Woman of the Century/Martha Elizabeth Hotchkiss Whitten

Woman of the Century
Martha Elizabeth Hotchkiss Whitten
2296753Woman of the Century — Martha Elizabeth Hotchkiss Whitten

WHITTEN, Mrs. Martha Elizabeth Hotchkiss, author, born near Austin, Texas, 3rd October. 1842. She is the daughter of Hon. William S. and Hannah B. Hotchkiss. She entered school when she was five years old and was educated principally in the Collegiate Female Institute in Austin. At the age of fourteen years she was sent to McKenzie College. She began to MARTHA ELIZABETH HOTCHKISS WHITTEN. write verses at the age of eleven, and at twelve and thirteen she contributed to the press. The death of her mother, before she was ten years old, saddened her life and gave to all her early poems an undertone of sorrow. Soon after entering McKenzie College she wrote her poem "Do They Miss Me at Home?" She was married when quite young, widowed at twenty-four, and left without money or home and with but little knowledge of business. She resorted to teaching as a means of support for herself and fatherless boys, and made a grand success of it, and soon gained not only a competency, but secured a comfortable home and other property. She has written on a variety of subjects and displays great versatility in her poems, historical, descriptive, memorial and joyous. Her poems were collected in 1886 in book-form under the title of "Texas Garlands," and have won appreciation in the literary world and success financially. She has written many poems since the publication of her book. She read a poem before a Chautauqua audience on Poet's Day, 23rd July, 1888, and one written by request, and read in Tuscola, Ill., 4th July, 1889, to a large audience. She is now engaged on her "Sketch- Book," which will contain both prose and poetry, letters of travel and fiction. She has been twice married and has reared a large family. Her home is in Austin.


▸ **INSTRUCTIONS TO FOLLOW**: Among the records below, find each line bearing the word "will" and copy it.

+++ TASK INPUTS +++

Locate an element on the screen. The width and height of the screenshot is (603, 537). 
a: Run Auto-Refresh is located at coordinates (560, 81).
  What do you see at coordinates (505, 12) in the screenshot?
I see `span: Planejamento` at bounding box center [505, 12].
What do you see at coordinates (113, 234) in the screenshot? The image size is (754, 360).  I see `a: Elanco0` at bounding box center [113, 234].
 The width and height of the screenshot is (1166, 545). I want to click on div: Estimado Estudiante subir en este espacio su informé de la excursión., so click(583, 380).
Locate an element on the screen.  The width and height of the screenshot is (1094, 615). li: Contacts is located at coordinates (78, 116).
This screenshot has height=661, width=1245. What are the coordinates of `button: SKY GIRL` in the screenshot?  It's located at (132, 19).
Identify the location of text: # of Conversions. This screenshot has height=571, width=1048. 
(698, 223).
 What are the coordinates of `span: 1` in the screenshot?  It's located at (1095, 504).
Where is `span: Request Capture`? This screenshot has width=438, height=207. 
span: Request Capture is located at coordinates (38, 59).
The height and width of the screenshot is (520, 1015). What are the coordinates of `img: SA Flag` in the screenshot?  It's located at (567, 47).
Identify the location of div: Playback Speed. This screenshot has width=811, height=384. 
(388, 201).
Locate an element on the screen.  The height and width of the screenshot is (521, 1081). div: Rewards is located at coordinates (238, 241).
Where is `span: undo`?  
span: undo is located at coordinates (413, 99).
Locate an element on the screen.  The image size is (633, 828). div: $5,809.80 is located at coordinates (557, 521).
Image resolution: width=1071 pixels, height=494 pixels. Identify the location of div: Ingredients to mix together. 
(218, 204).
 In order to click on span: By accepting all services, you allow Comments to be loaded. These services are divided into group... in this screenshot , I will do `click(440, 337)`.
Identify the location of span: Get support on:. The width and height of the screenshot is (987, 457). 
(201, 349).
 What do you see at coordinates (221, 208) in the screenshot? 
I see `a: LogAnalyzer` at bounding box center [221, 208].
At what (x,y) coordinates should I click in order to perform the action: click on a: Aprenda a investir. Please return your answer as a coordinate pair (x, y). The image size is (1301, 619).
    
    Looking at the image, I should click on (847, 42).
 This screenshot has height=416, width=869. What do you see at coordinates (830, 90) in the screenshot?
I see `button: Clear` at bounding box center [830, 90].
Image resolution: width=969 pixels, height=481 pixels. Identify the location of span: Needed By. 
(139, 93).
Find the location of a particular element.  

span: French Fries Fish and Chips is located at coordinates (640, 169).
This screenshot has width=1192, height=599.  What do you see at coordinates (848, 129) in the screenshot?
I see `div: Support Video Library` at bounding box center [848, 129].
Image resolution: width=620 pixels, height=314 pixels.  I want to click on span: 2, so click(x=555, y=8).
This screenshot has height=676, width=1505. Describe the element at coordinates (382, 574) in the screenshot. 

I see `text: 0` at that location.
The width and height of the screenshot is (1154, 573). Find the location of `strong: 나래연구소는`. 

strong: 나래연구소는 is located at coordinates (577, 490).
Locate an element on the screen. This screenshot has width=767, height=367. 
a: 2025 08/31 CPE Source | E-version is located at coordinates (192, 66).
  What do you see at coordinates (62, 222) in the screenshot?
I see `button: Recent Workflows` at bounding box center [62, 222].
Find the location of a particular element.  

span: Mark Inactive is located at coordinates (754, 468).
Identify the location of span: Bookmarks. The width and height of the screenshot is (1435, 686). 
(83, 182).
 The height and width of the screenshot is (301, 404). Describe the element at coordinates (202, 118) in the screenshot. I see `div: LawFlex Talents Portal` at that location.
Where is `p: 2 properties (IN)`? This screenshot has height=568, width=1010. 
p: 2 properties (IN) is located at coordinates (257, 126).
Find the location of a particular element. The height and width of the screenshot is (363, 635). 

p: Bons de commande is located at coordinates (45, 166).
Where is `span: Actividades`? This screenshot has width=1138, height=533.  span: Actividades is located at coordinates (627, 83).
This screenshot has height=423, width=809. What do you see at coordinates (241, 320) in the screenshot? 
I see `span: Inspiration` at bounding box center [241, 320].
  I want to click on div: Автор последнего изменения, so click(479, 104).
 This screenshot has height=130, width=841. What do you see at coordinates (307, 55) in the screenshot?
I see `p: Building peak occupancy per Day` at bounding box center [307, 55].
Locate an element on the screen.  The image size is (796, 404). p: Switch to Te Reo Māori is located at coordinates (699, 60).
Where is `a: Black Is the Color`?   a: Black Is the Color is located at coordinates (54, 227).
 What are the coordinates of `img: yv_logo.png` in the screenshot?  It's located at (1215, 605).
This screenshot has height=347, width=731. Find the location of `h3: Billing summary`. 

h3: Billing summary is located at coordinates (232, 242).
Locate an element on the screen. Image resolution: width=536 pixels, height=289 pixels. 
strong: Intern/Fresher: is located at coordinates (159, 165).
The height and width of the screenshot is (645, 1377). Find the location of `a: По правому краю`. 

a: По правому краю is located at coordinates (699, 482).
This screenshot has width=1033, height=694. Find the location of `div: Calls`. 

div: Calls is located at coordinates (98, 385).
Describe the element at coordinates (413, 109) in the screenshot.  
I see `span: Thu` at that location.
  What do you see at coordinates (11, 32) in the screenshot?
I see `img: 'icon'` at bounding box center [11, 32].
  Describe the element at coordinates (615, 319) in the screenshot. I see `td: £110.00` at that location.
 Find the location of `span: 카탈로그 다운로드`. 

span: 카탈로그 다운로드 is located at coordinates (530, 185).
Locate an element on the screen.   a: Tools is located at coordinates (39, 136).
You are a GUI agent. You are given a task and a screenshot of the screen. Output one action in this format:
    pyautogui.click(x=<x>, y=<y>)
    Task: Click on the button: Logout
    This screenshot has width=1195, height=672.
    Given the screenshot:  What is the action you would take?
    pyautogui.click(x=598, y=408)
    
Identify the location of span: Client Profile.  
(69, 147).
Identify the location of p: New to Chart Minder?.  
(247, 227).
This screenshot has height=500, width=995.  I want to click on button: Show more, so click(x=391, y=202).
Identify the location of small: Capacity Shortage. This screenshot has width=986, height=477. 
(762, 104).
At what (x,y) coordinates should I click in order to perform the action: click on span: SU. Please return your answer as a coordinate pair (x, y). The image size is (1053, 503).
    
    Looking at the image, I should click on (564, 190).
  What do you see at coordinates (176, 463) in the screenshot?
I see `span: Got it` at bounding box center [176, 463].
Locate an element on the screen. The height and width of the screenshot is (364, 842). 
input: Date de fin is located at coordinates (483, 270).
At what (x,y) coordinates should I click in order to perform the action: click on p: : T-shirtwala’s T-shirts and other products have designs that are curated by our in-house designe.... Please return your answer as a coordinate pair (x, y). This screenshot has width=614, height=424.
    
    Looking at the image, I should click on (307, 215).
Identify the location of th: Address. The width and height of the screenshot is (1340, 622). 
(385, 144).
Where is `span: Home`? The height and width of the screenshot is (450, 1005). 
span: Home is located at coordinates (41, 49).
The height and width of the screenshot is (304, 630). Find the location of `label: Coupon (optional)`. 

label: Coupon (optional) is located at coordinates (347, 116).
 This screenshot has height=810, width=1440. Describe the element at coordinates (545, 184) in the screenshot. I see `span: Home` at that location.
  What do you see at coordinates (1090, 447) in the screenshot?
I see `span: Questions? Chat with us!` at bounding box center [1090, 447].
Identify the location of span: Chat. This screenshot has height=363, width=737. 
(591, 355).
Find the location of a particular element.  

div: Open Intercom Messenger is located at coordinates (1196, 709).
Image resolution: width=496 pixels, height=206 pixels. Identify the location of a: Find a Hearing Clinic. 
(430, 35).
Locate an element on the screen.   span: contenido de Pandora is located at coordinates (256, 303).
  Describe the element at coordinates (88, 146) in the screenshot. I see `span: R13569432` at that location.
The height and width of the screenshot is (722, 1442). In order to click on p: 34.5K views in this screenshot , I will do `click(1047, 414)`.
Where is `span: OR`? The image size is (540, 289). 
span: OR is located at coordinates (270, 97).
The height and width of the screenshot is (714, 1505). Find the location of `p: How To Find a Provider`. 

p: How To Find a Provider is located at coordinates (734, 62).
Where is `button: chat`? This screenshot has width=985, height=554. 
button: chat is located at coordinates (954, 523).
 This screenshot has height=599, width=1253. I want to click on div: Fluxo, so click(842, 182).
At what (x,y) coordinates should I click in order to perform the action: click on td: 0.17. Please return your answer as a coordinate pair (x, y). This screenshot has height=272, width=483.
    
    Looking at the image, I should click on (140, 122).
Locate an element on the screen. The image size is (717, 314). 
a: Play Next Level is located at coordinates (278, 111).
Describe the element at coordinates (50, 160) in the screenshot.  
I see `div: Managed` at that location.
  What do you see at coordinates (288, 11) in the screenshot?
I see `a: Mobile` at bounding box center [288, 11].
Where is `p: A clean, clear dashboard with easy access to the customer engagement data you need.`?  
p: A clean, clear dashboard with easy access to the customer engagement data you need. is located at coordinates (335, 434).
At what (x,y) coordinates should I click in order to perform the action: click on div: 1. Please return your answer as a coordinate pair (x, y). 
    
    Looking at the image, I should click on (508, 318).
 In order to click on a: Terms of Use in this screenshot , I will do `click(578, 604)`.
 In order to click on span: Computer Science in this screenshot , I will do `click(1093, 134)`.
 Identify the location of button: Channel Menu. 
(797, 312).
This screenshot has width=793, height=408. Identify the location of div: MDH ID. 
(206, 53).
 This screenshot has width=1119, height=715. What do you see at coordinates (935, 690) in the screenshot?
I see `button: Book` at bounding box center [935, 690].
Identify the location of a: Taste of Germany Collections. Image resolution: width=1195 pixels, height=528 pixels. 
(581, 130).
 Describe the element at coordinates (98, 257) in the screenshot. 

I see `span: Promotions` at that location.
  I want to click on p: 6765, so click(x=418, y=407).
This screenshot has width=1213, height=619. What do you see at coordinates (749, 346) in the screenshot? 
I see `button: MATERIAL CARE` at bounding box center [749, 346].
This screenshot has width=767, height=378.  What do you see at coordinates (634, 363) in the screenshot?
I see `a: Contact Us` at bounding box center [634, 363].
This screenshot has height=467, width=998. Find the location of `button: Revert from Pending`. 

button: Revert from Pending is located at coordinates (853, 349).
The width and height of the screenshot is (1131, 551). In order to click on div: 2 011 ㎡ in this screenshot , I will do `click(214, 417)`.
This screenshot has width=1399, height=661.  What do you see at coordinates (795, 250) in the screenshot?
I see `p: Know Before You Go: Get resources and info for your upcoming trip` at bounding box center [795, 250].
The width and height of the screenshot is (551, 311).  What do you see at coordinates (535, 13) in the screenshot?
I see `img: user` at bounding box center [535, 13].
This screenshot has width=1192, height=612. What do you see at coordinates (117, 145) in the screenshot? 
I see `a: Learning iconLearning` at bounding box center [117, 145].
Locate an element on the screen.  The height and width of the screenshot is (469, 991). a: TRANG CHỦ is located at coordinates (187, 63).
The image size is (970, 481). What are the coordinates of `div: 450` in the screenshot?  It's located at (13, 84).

+++

▸ **WRITTEN SOLUTION**:
 In order to click on span: By accepting all services, you allow Comments to be loaded. These services are divided into group... in this screenshot , I will do `click(440, 337)`.
The height and width of the screenshot is (722, 1442). In order to click on p: 34.5K views in this screenshot , I will do `click(1047, 414)`.
 In order to click on a: Terms of Use in this screenshot , I will do `click(578, 604)`.
 In order to click on span: Computer Science in this screenshot , I will do `click(1093, 134)`.
The width and height of the screenshot is (1131, 551). In order to click on div: 2 011 ㎡ in this screenshot , I will do `click(214, 417)`.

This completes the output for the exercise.